Let's drop the pretense that the state legislature will ever get business done in 90 days. The idea was questionable to begin with. Concocted by business-owner legislators who wanted the legislature to run with more efficiency so they could dispatch with budgets and get back home to their burger joints, hotels, fishing operations etc. An admirable goal in the abstract, it rode to reality through a citizens initiative in large part due to the populist appeal of a punitive check for the messy and sprawling legislature.
120 days is the low-end standard of what it takes for a group of elected humans to organize, argue, and grapple with big issues in Alaska. Empirical evidence says so. The legislature now regularly ignores this deadline as the statute competes with the constitutional language authorizing 120 days, and the constitution wins. Every session of the legislature fancies itself as superlative: craziest, longest, most likely to succeed etc., and every session seems exceptional...except no session seems to be able to contain itself to a mere 90 days.
One casualty of the 90-day session law was the Legislative Softball League. In the days when you traveled to Juneau expecting to stay until early June, staff and legislators could formalize a league. After the 90-day law, all play became ad hoc.
It is too bad that a sensationalist hit and run artist like Must Read Alaska was not on the scene back in the old statutory “120-day” days, as she would have had a fun time reporting on the Legislative Softball League. There was copious beer, rivers of it! There were broken bones! Hot dogs left unattended and eaten by ravens! Probably beer cans left on the field! Democrats and Republicans deigned to don the same team caps and play ball against other Democrats and Republicans. Bats and balls and kegs and clapping and shouting and rooting on of runners and razzing of pitchers etc: a fine hootenanny out in the spring air of Southeast Alaska.
This spring, the 32nd State Legislature could go well beyond 120 days in Juneau should a disagreement with the Governor over budget items, federal funding or PFDs escalate into a brawl. If it weren’t for the 90-day session law, the poor staffers would be fine with their extended stay (just dandy!) as they could be focused on the game of softball in their off-time. Because the limit has destroyed a noble bi-partisan stress-releasing tradition, I am in favor of repealing the 90-day session limit. I am in favor of legislation brought forth by the Honorable Senator Gary Stevens to repeal said limit. The bill is SB 126 and it was heard and held in Senate State Affairs on May 4th, which incidentally, is 16 days after the 90-day statute tried modestly to compel legislators to wrap things up.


▶ Assignment
Pull every line with "code" from the data.

▶ Data records
=====

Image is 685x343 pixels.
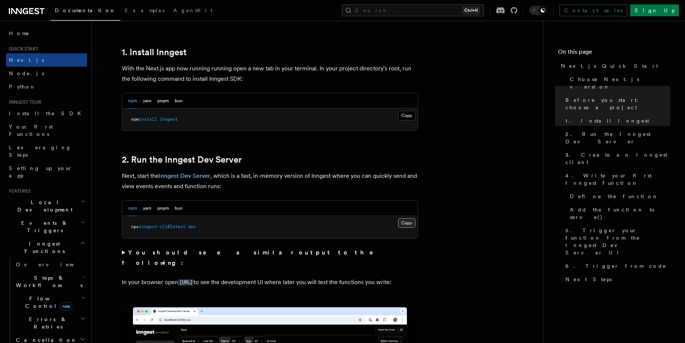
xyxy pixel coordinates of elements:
span: npx [131,224,139,229]
a: AgentKit [169,2,217,20]
button: yarn [143,201,152,216]
span: Features [6,188,31,194]
span: Your first Functions [9,124,53,137]
span: install [139,117,157,122]
a: Home [6,27,87,40]
a: Contact sales [560,4,628,16]
a: Documentation [50,2,120,21]
a: Choose Next.js version [567,73,671,93]
span: Steps & Workflows [13,274,83,289]
button: Errors & Retries [13,313,87,333]
a: Sign Up [631,4,680,16]
span: Documentation [55,7,116,13]
button: Toggle dark mode [530,6,548,15]
button: Inngest Functions [6,237,87,258]
a: Inngest Dev Server [159,172,210,179]
span: Before you start: choose a project [566,96,671,111]
span: inngest-cli@latest [139,224,186,229]
a: Add the function to serve() [567,203,671,224]
span: 1. Install Inngest [566,117,650,124]
a: Overview [13,258,87,271]
a: Examples [120,2,169,20]
h4: On this page [558,47,671,59]
a: 6. Trigger from code [563,259,671,273]
span: Examples [125,7,165,13]
span: Home [9,30,30,37]
kbd: Ctrl+K [463,7,480,14]
button: npm [128,93,137,109]
span: Inngest Functions [6,240,80,255]
a: Leveraging Steps [6,141,87,162]
span: Next.js Quick Start [561,62,658,70]
span: 3. Create an Inngest client [566,151,671,166]
button: Copy [398,218,416,228]
a: 1. Install Inngest [563,114,671,127]
span: Add the function to serve() [570,206,671,221]
button: Copy [398,111,416,120]
a: Next.js Quick Start [558,59,671,73]
span: 5. Trigger your function from the Inngest Dev Server UI [566,227,671,256]
span: 6. Trigger from code [566,262,667,270]
a: Python [6,80,87,93]
span: Flow Control [13,295,82,310]
a: Node.js [6,67,87,80]
button: npm [128,201,137,216]
span: Inngest tour [6,99,41,105]
strong: You should see a similar output to the following: [122,249,384,266]
span: Events & Triggers [6,219,81,234]
span: Quick start [6,46,38,52]
a: Setting up your app [6,162,87,182]
span: Install the SDK [9,110,86,116]
button: pnpm [157,93,169,109]
button: Flow Controlnew [13,292,87,313]
a: Your first Functions [6,120,87,141]
button: pnpm [157,201,169,216]
button: Steps & Workflows [13,271,87,292]
span: Define the function [570,193,659,200]
span: Node.js [9,70,44,76]
a: Define the function [567,190,671,203]
summary: You should see a similar output to the following: [122,248,418,268]
span: AgentKit [173,7,213,13]
button: Events & Triggers [6,216,87,237]
span: Choose Next.js version [570,76,671,90]
span: npm [131,117,139,122]
a: Install the SDK [6,107,87,120]
span: dev [188,224,196,229]
button: Search...Ctrl+K [342,4,484,16]
span: 4. Write your first Inngest function [566,172,671,187]
span: Next.js [9,57,44,63]
a: 1. Install Inngest [122,47,187,57]
p: In your browser open to see the development UI where later you will test the functions you write: [122,277,418,288]
a: [URL] [178,279,194,286]
a: Before you start: choose a project [563,93,671,114]
a: 2. Run the Inngest Dev Server [563,127,671,148]
a: Next.js [6,53,87,67]
a: 3. Create an Inngest client [563,148,671,169]
span: Next Steps [566,276,612,283]
a: 4. Write your first Inngest function [563,169,671,190]
span: new [60,302,72,311]
button: yarn [143,93,152,109]
span: Python [9,84,36,90]
p: With the Next.js app now running running open a new tab in your terminal. In your project directo... [122,63,418,84]
a: 2. Run the Inngest Dev Server [122,155,242,165]
span: Overview [16,262,92,268]
span: inngest [160,117,178,122]
button: bun [175,201,183,216]
span: Errors & Retries [13,316,80,331]
span: Leveraging Steps [9,145,72,158]
span: Setting up your app [9,165,73,179]
button: bun [175,93,183,109]
p: Next, start the , which is a fast, in-memory version of Inngest where you can quickly send and vi... [122,171,418,192]
button: Local Development [6,196,87,216]
a: 5. Trigger your function from the Inngest Dev Server UI [563,224,671,259]
span: 2. Run the Inngest Dev Server [566,130,671,145]
span: Local Development [6,199,81,213]
a: Next Steps [563,273,671,286]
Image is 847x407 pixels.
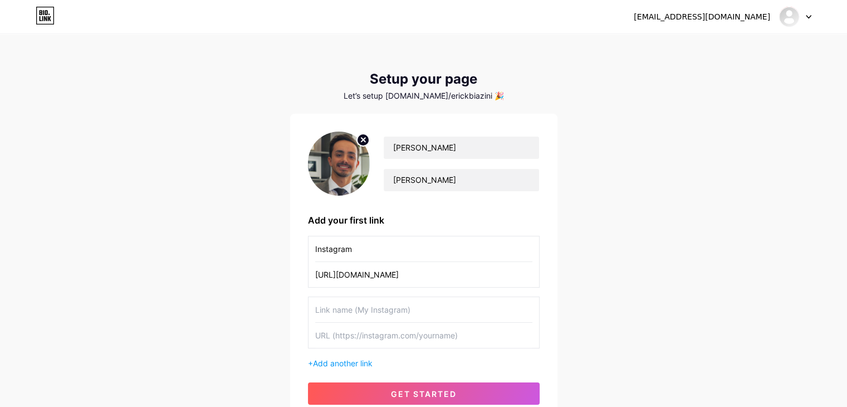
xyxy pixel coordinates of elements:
input: Your name [384,136,538,159]
img: erickbiazini [778,6,800,27]
input: bio [384,169,538,191]
div: Let’s setup [DOMAIN_NAME]/erickbiazini 🎉 [290,91,557,100]
button: get started [308,382,540,404]
div: + [308,357,540,369]
div: Setup your page [290,71,557,87]
input: URL (https://instagram.com/yourname) [315,262,532,287]
div: Add your first link [308,213,540,227]
span: Add another link [313,358,373,368]
input: Link name (My Instagram) [315,297,532,322]
img: profile pic [308,131,370,195]
input: URL (https://instagram.com/yourname) [315,322,532,347]
span: get started [391,389,457,398]
input: Link name (My Instagram) [315,236,532,261]
div: [EMAIL_ADDRESS][DOMAIN_NAME] [634,11,770,23]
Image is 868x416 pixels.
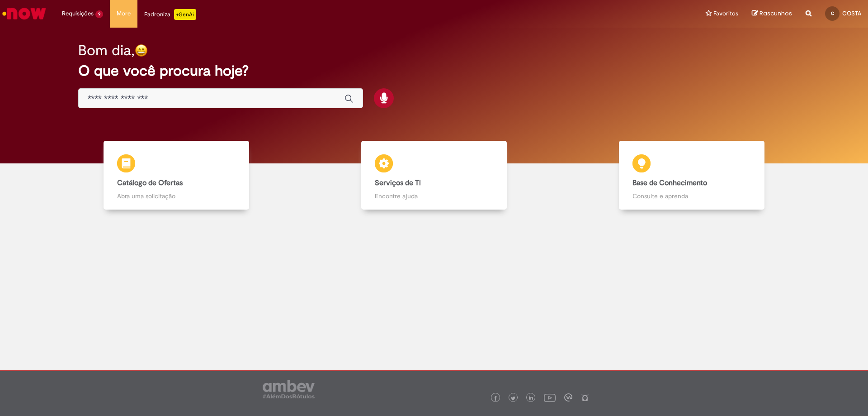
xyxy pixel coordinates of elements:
[1,5,48,23] img: ServiceNow
[117,9,130,18] span: More
[493,396,498,401] img: logo_footer_facebook.png
[632,191,751,200] p: Consulte e aprenda
[48,141,305,210] a: Catálogo de Ofertas Abra uma solicitação
[262,380,315,398] img: logo_footer_ambev_rotulo_gray.png
[831,10,834,16] span: C
[581,393,589,401] img: logo_footer_naosei.png
[135,44,148,57] img: happy-face.png
[375,178,421,187] b: Serviços de TI
[95,10,103,18] span: 9
[632,178,707,187] b: Base de Conhecimento
[375,191,493,200] p: Encontre ajuda
[752,10,792,18] a: Rascunhos
[117,191,235,200] p: Abra uma solicitação
[174,9,196,20] p: +GenAi
[842,10,861,17] span: COSTA
[529,396,533,401] img: logo_footer_linkedin.png
[62,9,94,18] span: Requisições
[305,141,563,210] a: Serviços de TI Encontre ajuda
[544,392,556,403] img: logo_footer_youtube.png
[78,63,790,79] h2: O que você procura hoje?
[511,396,515,401] img: logo_footer_twitter.png
[144,9,196,20] div: Padroniza
[78,43,135,58] h2: Bom dia,
[713,9,738,18] span: Favoritos
[564,393,572,401] img: logo_footer_workplace.png
[563,141,820,210] a: Base de Conhecimento Consulte e aprenda
[759,9,792,18] span: Rascunhos
[117,178,183,187] b: Catálogo de Ofertas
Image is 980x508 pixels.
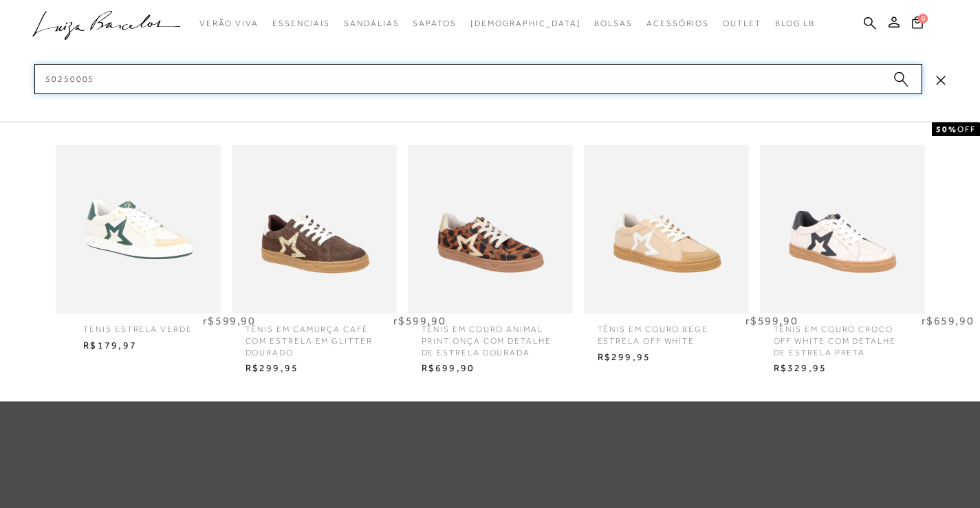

=====

▶ Output below
a: 6. Trigger from code [563,259,671,273]
span: 6. Trigger from code [566,262,667,270]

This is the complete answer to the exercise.